The waves have to be large and pack a punch to force through the channels. It like a chute. The water squeezes upward and then shoots the floating ice upward. This continues and a cone develops.
Over time if it stays cold enough and the waves are strong, large cones form into what looks like a volcano. Hence, the term ice volcano.
“The tallest “ice volcanoes” I’ve seen were about 25 feet tall on the southern shore of Lake Superior around Munising, MI,” recalls Kuipers.
Although the experienced hiker has explored his fair share of ice volcanoes, Kuipers says it can be quite dangerous.
“The side facing the open lake is often dangerously steep, sometimes a sheer cliff up to 20ft tall. It gives me chills looking down at the frigid water and thinking if I slip, there’s no getting out,” he said, “the shore side is a more gradual slope, due to the water spraying out of the cone, getting carried by the wind, and freezing on contact.”
Typically smaller ice volcanoes are seen in the early winter months.
Kuipers says he and his friend Candis Collick who take pictures of the features, haven’t seen many this year due to near record warm temperatures in December and the lack of snow. There were smaller ones photographed on Drummond Island yesterday.
Shore ice hasn’t formed in southern Michigan yet. “Typically mid-late February is the best bet for seeing ice formations,” says Kuipers.
Sure, these volcanoes aren’t shooting molten lava out of the top of a crater, but Kuipers urges those who may visit and plan on looking for ice volcanoes to be very careful.

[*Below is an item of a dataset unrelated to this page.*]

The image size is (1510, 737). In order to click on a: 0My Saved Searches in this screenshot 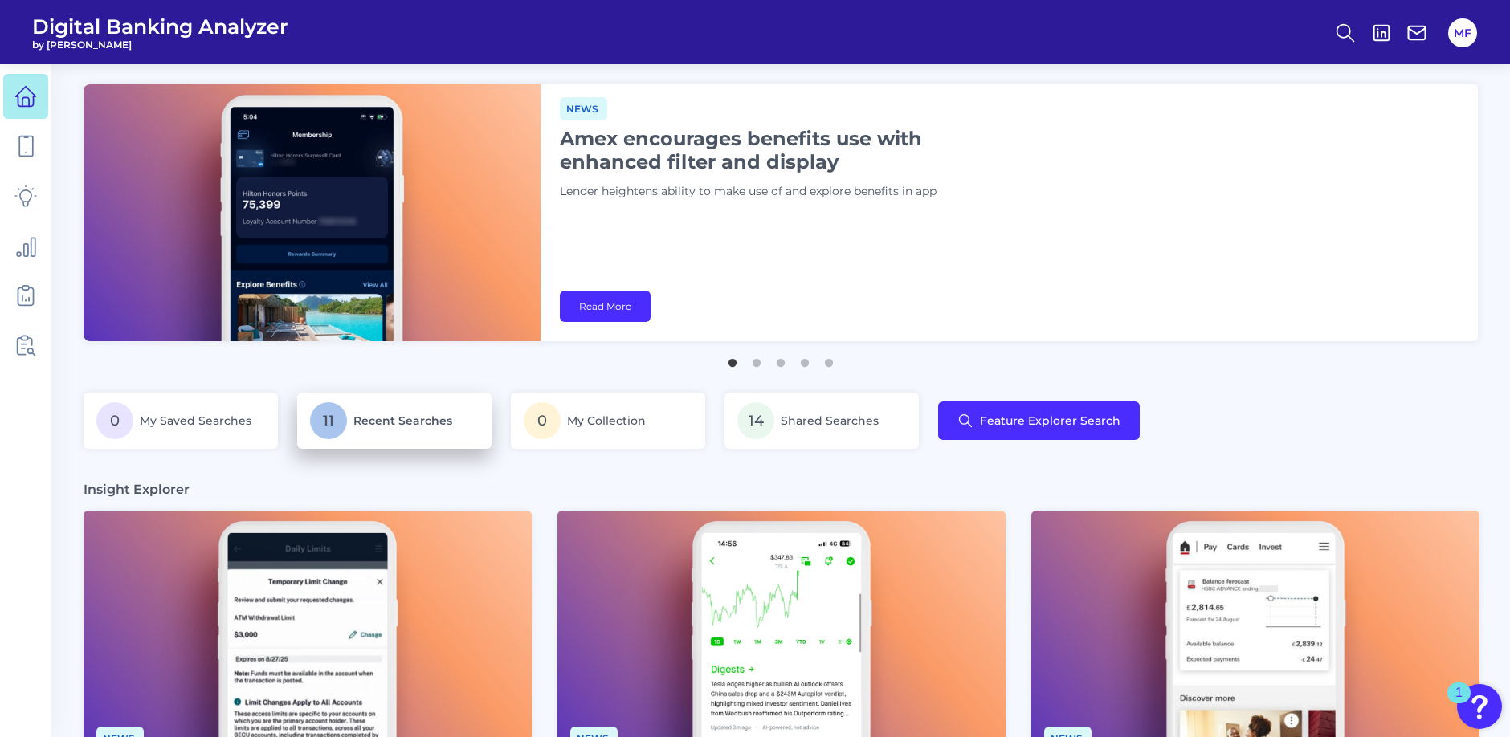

Ice is nothing to joke about.
“There’s a saying around here that ice is never 100% safe, and that’s especially true around these features. Ice formation can be terribly unequal,” Kuipers said, “temperature fluctuations, sunshine, wind, waves, snowfall, water currents...all of these affect the stability of ice.”
Kuipers mentioned that snow will fill in the hole on the top of an ice volcano, or a thin layer of ice will form across it as the waves subside and this can be a misleading danger. “
It looks no different than the rest of the ice, so you climb to the top to be king of the hill, a childhood favorite, and down the hole you go! If there’s solid ice below you, not a huge deal,” said Kuipers, “if there’s 32 degree open water underneath, it quickly becomes an un-survivable situation.”